Exploring Voice Controlled Autonomous Systems

The project offered an opportunity to demonstrate how effective it can be bringing Commercial off the Shelf (COTS) Artificial Intelligence (AI) from the gaming industry together with an existing Government Off The Shelf (GOTS) simulation environment, Bohemia Interactive’s Virtual Battlespace 3 (VBS3).

This type of approach highlights ways to generate a MUM(T) Testbed / Concept Capability Demonstrator (CCD) that can rapidly evolve doctrinal and requirements thinking in this area.

This project was proposed through and funded by the SERAPIS Simulation and Synthetic Environments (SSE) research framework, run on behalf of the Defence Science and Technology Laboratories (Dstl) by Newman and Spurr Consulting Ltd.

01. Problem

Experience in and observation of experiments on the integration of Robotic and Autonomous Systems (RAS) into Land Forces suggested that there are significant challenges with regulatory and safety constraints when operating with real systems in the field, particularly around the full exploitation of autonomy. This experience and observation suggest that a substantial blocker to realising the true potential of these systems was the degree of cognitive burden operating these systems places on operators and the relative lack of trust over more autonomous modes.

Meanwhile Voice Control has become a feature of day to day life with many systems now containing an element of voice interaction, for example Apple’s Siri assistant.   Cervus, with partners Wingman AI, developed a logical project goal to demonstrate the art of the possible with Voice control in a UK Defence owned synthetic environment, in the context of Manned-Unmanned Teaming (MUM(T)) and in ways that may be otherwise impractical or constrained by safety and regulations.

This project was proposed through and funded by the SERAPIS Simulation and Synthetic Environments (SSE) research framework, run on behalf of the Defence Science and Technology Laboratories (Dstl) by NSC. The project also offered an opportunity to demonstrate how effective it can be bringing Commercial off the Shelf (COTS) Artificial Intelligence (AI) from the gaming industry together with an existing Government Off The Shelf (GOTS) simulation environment, Bohemia Interactive’s Virtual Battlespace 3 (VBS3). This type of approach highlights ways to generate a MUM(T) Testbed / Concept Capability Demonstrator (CCD) that can rapidly evolve doctrinal and requirements thinking in this area.

02. Approach

A key part of the project was the Technical Interface Design which entailed the creation of a voice processing stack by Wingman, an engine to map the voice outputs from the voice stack into an action vector, and a means to map that intended action or tactic into action selection within VBS3, which moves the unmanned vehicle. This is illustrated in the diagram below:

The project also created a simple test plan to verify performance of the capabilities designed, and then conducted a series of missions in VBS3 comparing the assisted Voice AI Control mode against unassisted, conventional modes of Human Machine Interface (HMI). Simple measurements were made of performance in these comparisons, primarily for exploratory purposes, as the project scope did not warrant conducting this on sufficient scale to be statistically robust.

The project findings suggest that the premise that Voice Control could improve the efficiency and situational awareness, and reduce the cognitive burden of UGV operators, is worthy of deeper analysis and experimentation. The project successfully generated a new technical interface with VBS with the potential to allow for deeper and broader experimentation with AI in VBS. It was recommended that this technical interface is explored and developed more widely within this context. There are implications here for the relationship between simulation and real-world experimentation and development and these are recommended for further consideration by Defence stakeholders. Two broad exploitation avenues were identified involving further maturation of the concept and efforts to scale the concept.

 

03. Relevance

  • This rapidly developed project proved to be a showcase for the successful introduction/integration of non-traditional, COTS games orientated supplier into UK defence/SERAPIS environment.
  • It demonstrated the successful development of an AI Voice Control interface for VBS – which also lays foundations for use of VBS to explore new, adaptive behaviours and for extended use of AI agents. Voice Control layer for controlling UGVs in VBS was: straightforward to master, reasonably effective, and appeared to somewhat reduce level of cognitive burden of conventional (unassisted) HMI methods under some mission scenarios.
  • As a consequence, complex AI functionality within VBS3 platform can now be executed rapidly and with confidence, not only through extending Voice Control but also including a range of new object recognition applications built from the same platform.

04. Conclusion

This was a very successful, short, but high impact project. It demonstrated Cervus adaptability, working with innovative non-traditional suppliers into Defence, working at pace, as well as helping us maintain our interest in emerging operational concepts, and how they are most effectively measured and evaluated.

Voice Control is now being evaluated and even implemented by other nations, most notably Russian Ground Forces (Tass – “Russia begins Trials on Voice Controlled Robots”). But we see ample scope to exploit this work, and to build much faster and more integrated cycles properly linking virtual, AI enabled simulation and live experiments and trials.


REQUIREMENT
Your task is to give the records again exactly. Leave each picture out.
============
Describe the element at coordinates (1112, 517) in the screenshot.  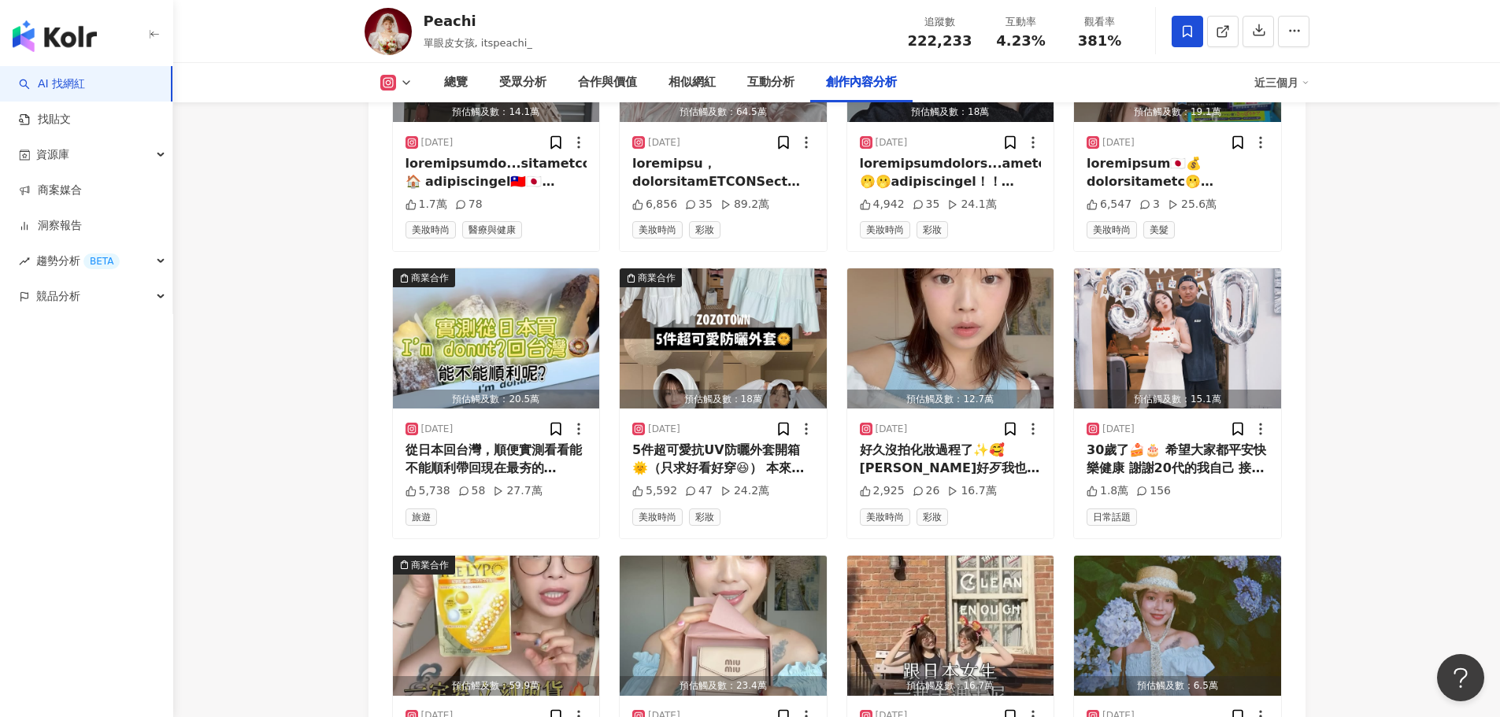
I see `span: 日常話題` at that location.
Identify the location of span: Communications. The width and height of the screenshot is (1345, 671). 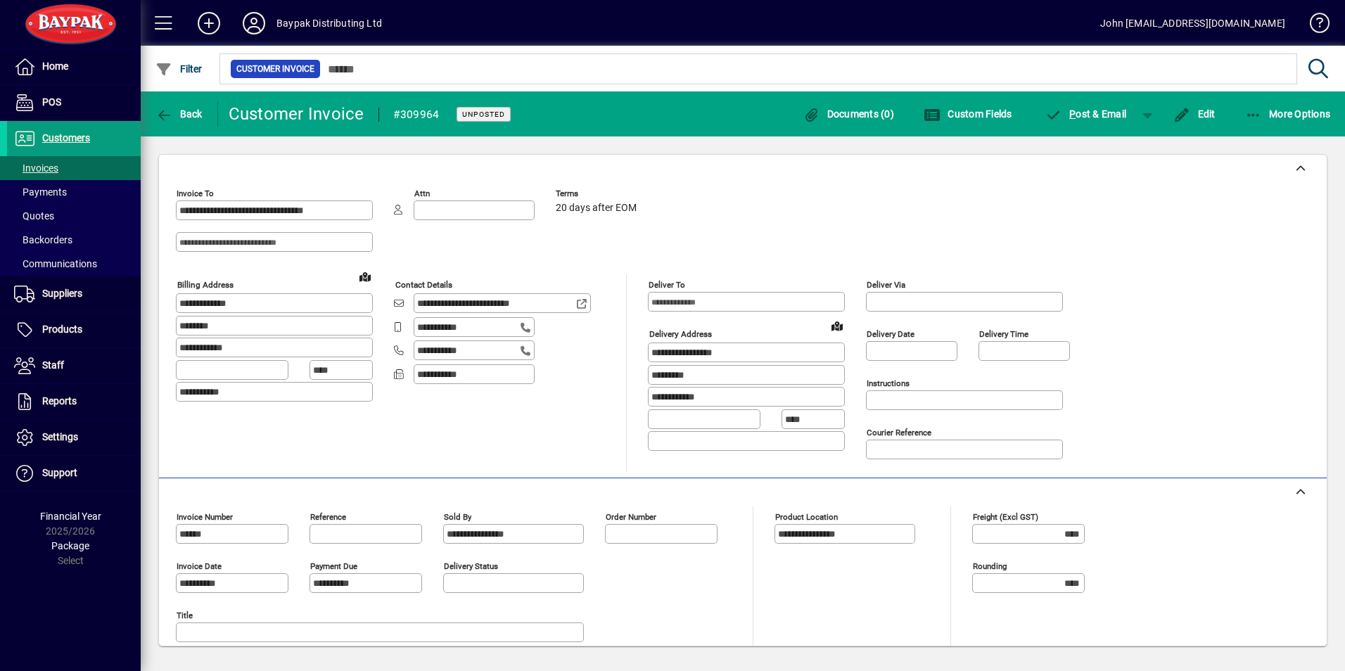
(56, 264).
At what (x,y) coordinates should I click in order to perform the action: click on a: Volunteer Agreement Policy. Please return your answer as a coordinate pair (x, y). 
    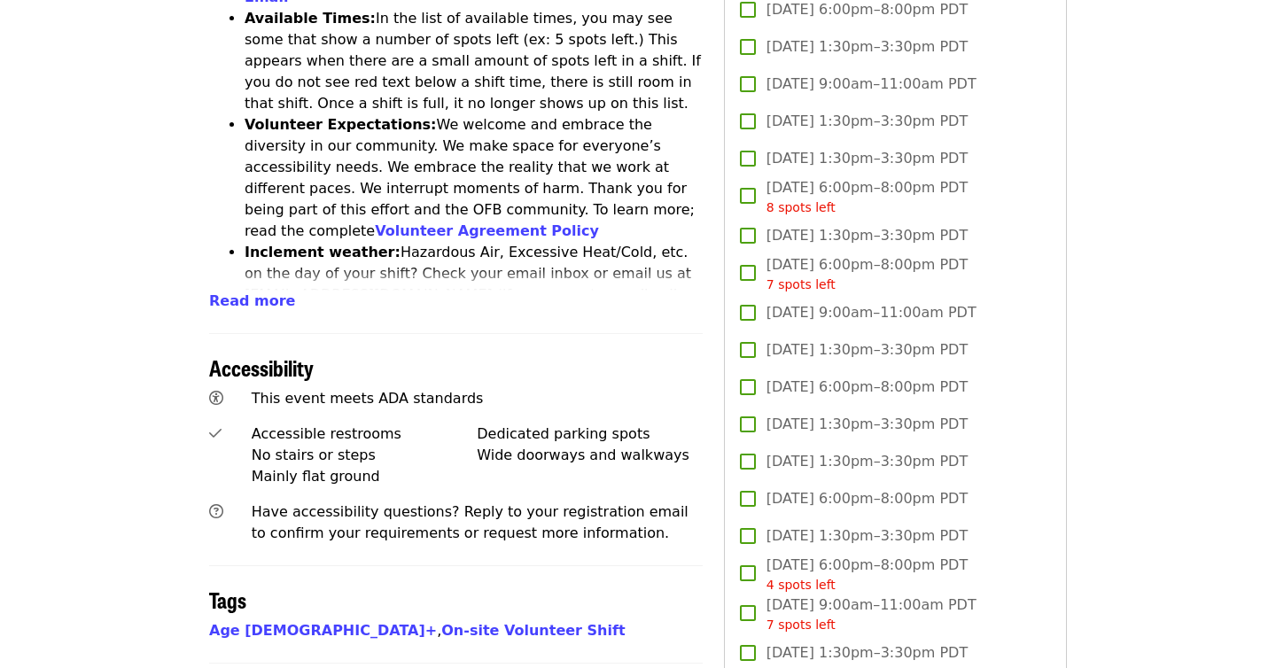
============
ANSWER TO THIS TASK
Describe the element at coordinates (1112, 517) in the screenshot.  
I see `span: 日常話題` at that location.
Identify the location of span: Communications. The width and height of the screenshot is (1345, 671). 
(56, 264).
At what (x,y) coordinates should I click in order to perform the action: click on a: Volunteer Agreement Policy. Please return your answer as a coordinate pair (x, y). 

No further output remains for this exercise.